June 25, 2013 at 6:45 am
Briefly, what I'm looking to do is set up a job which takes backups locally and then moves them to a server dedicated to holding SQL Server backups.
Now, in previous versions of SQLServer, nice and easy, for Server name Wibble using system account for SQL Server services - create directory on target, share, add Wibble$ - set full control permissions to wibble$, works fine.
With the different approach to default SQL Server services in 2012 - I can't get this working. This will have an account MSSQL$Wibble (for named instance Wibble) - Assigning Wibble$ full control permissions to its directory on the remote backup server doesn't work - the copyover job fails with an access error.
The following suggests it should work as I understand it - but I can't get it to.
"Virtual accounts cannot be authenticated to a remote location. All virtual accounts use the permission of machine account. Provision the machine account in the format <domain_name>\<computer_name>$." at http://technet.microsoft.com/en-us/library/ms143504.aspx#Windows
Can anyone who's done this point me in the right direction?
I'm a DBA.
I'm not paid to solve problems. I'm paid to prevent them.
June 28, 2013 at 6:45 am
Can you change the SQL server to run under a dedicated account rather then system account? Then you should be able to set up the share to have write access for that account. Alternatively, you could write the backups locally and have a robocopy job to get them to the share - but that would add another point of failure and not guarantee the file is copied.
June 28, 2013 at 6:54 am
Maddave (6/28/2013)
Can you change the SQL server to run under a dedicated account rather then system account? Then you should be able to set up the share to have write access for that account. Alternatively, you could write the backups locally and have a robocopy job to get them to the share - but that would add another point of failure and not guarantee the file is copied.
That's exactly what I do in my shop;
we create a domain user \MyDomain\SQLService
The we make SQLService a local admin on the machine(s) that might host a SQL instance, mostly in case we need access to local folders for doing ETL/bulk insert/bcp in/out/backup&restore in unexpected folder paths.
from there, we just assign permissions on various shares on the network to that AD user, and that user is the one that is used as the account running the service.

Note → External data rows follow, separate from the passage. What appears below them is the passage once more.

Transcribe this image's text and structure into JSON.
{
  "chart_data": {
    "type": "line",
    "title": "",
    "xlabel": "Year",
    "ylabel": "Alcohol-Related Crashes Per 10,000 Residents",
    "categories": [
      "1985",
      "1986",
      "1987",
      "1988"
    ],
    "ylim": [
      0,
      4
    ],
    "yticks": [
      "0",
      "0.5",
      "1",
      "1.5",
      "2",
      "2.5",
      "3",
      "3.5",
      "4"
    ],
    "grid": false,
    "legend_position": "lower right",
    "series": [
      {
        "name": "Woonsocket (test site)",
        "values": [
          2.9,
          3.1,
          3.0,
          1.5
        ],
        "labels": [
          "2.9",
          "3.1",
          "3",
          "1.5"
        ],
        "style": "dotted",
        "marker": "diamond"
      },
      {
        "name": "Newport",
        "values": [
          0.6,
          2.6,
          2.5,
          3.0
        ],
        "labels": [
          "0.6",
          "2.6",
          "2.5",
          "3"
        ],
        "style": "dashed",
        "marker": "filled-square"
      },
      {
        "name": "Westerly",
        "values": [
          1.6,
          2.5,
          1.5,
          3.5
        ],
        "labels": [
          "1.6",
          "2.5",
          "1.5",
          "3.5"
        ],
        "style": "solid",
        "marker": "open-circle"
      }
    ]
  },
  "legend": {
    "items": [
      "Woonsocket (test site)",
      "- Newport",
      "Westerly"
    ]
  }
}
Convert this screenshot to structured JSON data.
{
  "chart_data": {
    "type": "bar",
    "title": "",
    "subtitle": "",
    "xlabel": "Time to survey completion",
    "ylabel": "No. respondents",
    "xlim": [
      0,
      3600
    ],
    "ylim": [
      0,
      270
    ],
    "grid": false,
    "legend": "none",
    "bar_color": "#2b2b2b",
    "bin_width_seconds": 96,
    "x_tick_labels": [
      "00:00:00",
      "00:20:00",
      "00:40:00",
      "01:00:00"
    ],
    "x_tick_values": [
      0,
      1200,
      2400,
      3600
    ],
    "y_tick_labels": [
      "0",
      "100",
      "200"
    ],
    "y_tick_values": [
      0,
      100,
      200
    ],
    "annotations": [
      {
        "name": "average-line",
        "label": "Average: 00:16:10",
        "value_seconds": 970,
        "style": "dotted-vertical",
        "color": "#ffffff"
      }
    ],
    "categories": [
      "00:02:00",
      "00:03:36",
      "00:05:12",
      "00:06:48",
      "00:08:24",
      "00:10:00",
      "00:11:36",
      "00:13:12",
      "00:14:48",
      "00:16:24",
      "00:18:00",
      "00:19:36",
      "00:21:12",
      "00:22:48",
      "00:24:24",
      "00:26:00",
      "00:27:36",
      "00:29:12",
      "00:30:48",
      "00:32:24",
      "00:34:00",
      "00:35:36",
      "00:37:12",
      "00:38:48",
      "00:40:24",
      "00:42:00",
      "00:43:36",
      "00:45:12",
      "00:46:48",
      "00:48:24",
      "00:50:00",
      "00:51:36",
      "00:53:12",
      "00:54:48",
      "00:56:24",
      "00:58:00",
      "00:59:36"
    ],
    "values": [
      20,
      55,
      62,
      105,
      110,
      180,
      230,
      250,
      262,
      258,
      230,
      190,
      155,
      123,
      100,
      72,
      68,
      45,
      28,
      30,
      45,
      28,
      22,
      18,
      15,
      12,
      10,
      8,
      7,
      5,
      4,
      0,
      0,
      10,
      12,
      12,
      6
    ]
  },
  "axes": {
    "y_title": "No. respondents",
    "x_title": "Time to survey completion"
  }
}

the automatically created accounts like MSSQL$Wibble are fine until you need access to network shares, then you need to migrate to a domain user.
Lowell
July 2, 2013 at 6:37 am
It's certainly an option, or even standard local system would do, that's easy enough to assign remote permissions for. I was just wondering if I was missing something obvious - what with the documentation rather strongly suggesting that the same process that works for Local System would work for the accounts generated for SQL server.
Wow - the documentation and the reality failing to match ...
Thanks for the input, much appreciated
I'm a DBA.
I'm not paid to solve problems. I'm paid to prevent them.